BY HENRY ABBOTT
All year, David Thorpe has been saying, “The way age works is not that it makes you generally unspectacular; it’s that it makes you spectacular less often.” You have a great game, and then you don’t for a while. And you will again, but you never know when it’s going to happen. Coach Thorpe first said those words when he noticed how much trouble James Harden was having drawing fouls to start the season in Brooklyn.
There are examples of players defying age all over the league, from Chris Paul to Al Horford. But there are also older players who counted on their magic returning when they needed it most, and—like LeBron—many are on vacation today. Like Paul and Horford, though, James Harden is still in the hunt.
It has been a rough ride for Harden. MVP just four years ago, he’s now 32—an age when NBA players tend to decline steeply. We’ve heard how Chris Paul has staved off age with veganism. In his later years, Steve Nash talked about surviving on fruits, vegetables, raw nuts, chicken, and fish. Dirk Nowitzki didn’t drink alcohol in season. Harden, meanwhile, skipped much of training camp in Houston to party on video with actual and figurative honeybuns, and then forced his way to Brooklyn, where he played with some extra weight but little heft.
Then Daryl Morey talked for the better part of a year about Ben Simmons being the bargaining chip of a lifetime, the asset that could turn the 76ers into top-tier contenders. And he unloaded Simmons (and Seth Curry, and Andre Drummond, and two picks) for Harden, who was then … fine as a 76er. Sometimes good, other times so/so, never supernova. Just six weeks ago, Doc Rivers criticized his team generally, and James Harden specifically, for standing around and taking contested shots instead of moving the ball.
Harden has evidently lost his ability to jump, perhaps because of the weight on his shoulders.
In his D’Antoni days, Harden’s offense was spider-like, catching defenders at will in his web of misdirection, deadeye shooting, and referee tricks. Those skills have all ebbed, now it’s Harden who seems unable to wriggle free.
To his credit, in this later phase, he has assigned himself a lower-case role, as quarterback, with good success. But if his upcoming contract extension is to make sense (he’s eligible for $223 million over four years), he’ll have to find the ladle for his JAMES HARDEN special sauce at least once in a while.
With about 90 seconds left in Sunday’s thrilling Game 4, he was fully reanimated as JAMES HARDEN.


#### [Description of the task]
Whenever the string "persist" turns up in a line below, that line should be copied.

#### [The records]
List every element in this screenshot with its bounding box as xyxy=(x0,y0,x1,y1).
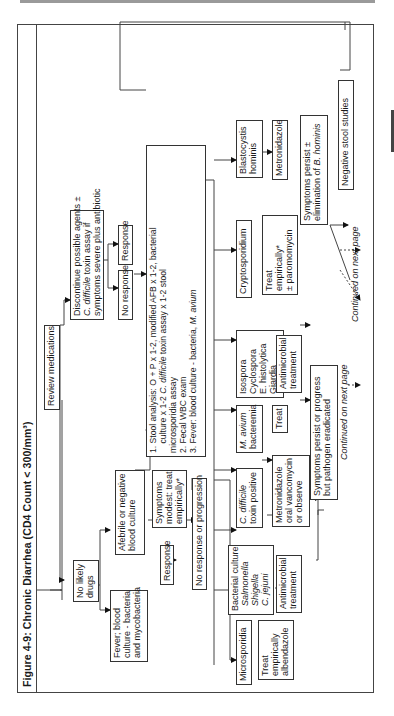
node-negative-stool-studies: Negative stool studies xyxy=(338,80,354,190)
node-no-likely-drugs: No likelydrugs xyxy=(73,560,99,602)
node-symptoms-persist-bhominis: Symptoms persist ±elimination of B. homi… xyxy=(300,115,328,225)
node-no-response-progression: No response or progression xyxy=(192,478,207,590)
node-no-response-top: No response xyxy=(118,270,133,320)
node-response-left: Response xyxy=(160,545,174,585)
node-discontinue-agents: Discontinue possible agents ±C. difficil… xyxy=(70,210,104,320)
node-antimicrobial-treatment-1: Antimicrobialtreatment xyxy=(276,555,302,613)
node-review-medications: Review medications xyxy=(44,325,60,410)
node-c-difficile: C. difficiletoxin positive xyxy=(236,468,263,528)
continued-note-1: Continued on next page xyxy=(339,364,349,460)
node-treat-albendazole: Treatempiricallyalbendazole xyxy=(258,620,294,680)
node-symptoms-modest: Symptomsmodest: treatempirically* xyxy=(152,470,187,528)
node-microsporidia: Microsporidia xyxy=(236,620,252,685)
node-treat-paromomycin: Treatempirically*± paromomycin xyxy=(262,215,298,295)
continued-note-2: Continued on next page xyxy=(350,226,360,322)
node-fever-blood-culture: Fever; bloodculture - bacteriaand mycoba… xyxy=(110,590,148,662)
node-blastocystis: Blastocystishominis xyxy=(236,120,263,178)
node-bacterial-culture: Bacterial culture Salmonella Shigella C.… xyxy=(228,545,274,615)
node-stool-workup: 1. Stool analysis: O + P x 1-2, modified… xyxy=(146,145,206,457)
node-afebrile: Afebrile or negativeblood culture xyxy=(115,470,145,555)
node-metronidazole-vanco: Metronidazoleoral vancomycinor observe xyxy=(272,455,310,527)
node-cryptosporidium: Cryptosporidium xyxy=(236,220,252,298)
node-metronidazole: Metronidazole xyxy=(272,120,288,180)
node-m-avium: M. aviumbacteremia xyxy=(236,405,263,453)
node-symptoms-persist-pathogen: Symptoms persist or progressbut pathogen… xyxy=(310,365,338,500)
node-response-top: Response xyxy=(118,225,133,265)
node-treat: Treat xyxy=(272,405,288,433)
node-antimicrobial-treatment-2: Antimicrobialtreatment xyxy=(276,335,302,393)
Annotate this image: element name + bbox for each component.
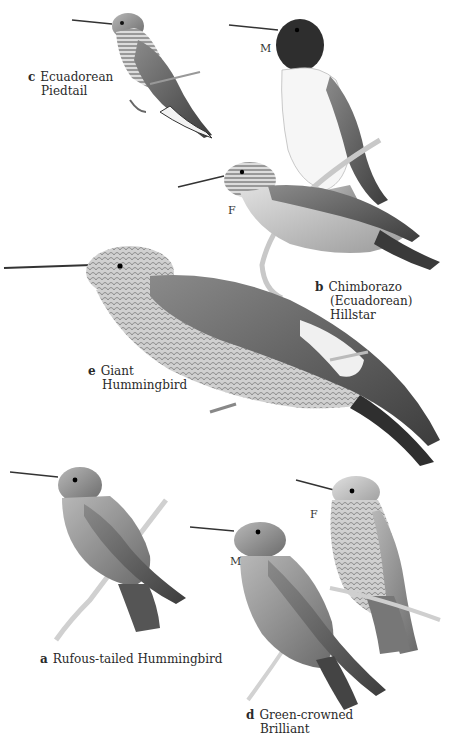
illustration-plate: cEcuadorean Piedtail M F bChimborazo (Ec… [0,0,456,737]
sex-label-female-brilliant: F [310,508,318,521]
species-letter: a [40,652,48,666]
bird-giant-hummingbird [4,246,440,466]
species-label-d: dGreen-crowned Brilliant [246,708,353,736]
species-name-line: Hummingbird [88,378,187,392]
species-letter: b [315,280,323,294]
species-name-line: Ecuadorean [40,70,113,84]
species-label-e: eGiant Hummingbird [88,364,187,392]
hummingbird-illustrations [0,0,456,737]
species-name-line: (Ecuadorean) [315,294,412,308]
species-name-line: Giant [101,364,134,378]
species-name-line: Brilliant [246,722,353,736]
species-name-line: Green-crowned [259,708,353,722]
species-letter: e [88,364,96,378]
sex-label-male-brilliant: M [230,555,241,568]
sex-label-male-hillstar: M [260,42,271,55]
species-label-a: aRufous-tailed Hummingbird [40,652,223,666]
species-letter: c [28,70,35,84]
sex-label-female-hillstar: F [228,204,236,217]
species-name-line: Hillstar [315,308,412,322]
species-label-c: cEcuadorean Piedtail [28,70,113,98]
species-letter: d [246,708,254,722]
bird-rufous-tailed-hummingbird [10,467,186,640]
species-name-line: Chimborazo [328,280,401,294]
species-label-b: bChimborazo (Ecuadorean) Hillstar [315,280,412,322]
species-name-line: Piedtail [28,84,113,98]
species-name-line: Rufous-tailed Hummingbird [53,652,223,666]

...

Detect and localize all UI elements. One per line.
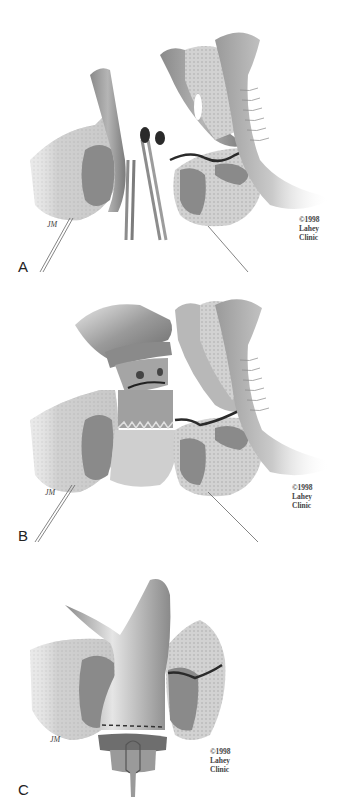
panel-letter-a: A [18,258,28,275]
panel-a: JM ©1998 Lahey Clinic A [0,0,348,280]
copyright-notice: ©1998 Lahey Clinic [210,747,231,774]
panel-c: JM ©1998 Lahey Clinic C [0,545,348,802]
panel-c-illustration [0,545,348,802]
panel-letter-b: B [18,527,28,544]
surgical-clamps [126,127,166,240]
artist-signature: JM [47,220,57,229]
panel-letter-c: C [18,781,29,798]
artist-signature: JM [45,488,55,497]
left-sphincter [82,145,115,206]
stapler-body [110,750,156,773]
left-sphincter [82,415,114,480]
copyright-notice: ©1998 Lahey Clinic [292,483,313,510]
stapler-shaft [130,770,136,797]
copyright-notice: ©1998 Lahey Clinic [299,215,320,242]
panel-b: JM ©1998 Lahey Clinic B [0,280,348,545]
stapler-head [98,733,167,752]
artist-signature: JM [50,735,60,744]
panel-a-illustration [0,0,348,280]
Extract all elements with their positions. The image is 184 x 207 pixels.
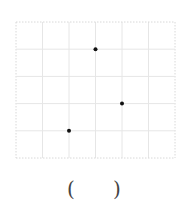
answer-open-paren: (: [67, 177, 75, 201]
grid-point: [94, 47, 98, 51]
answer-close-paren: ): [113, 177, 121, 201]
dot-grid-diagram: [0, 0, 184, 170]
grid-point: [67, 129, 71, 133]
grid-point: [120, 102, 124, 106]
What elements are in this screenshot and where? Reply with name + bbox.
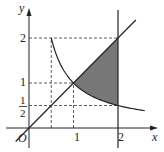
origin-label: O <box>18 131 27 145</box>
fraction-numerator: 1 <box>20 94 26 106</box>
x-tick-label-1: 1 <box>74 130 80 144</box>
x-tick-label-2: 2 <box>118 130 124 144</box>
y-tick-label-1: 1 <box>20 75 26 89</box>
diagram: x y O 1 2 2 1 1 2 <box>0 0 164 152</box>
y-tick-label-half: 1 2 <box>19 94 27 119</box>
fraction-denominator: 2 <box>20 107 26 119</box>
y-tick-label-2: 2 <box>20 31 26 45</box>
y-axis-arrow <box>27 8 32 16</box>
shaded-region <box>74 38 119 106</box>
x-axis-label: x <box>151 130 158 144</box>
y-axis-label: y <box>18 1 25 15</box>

#### [Output below]
node-symptoms-persist-bhominis: Symptoms persist ±elimination of B. homi… xyxy=(300,115,328,225)
node-symptoms-persist-pathogen: Symptoms persist or progressbut pathogen… xyxy=(310,365,338,500)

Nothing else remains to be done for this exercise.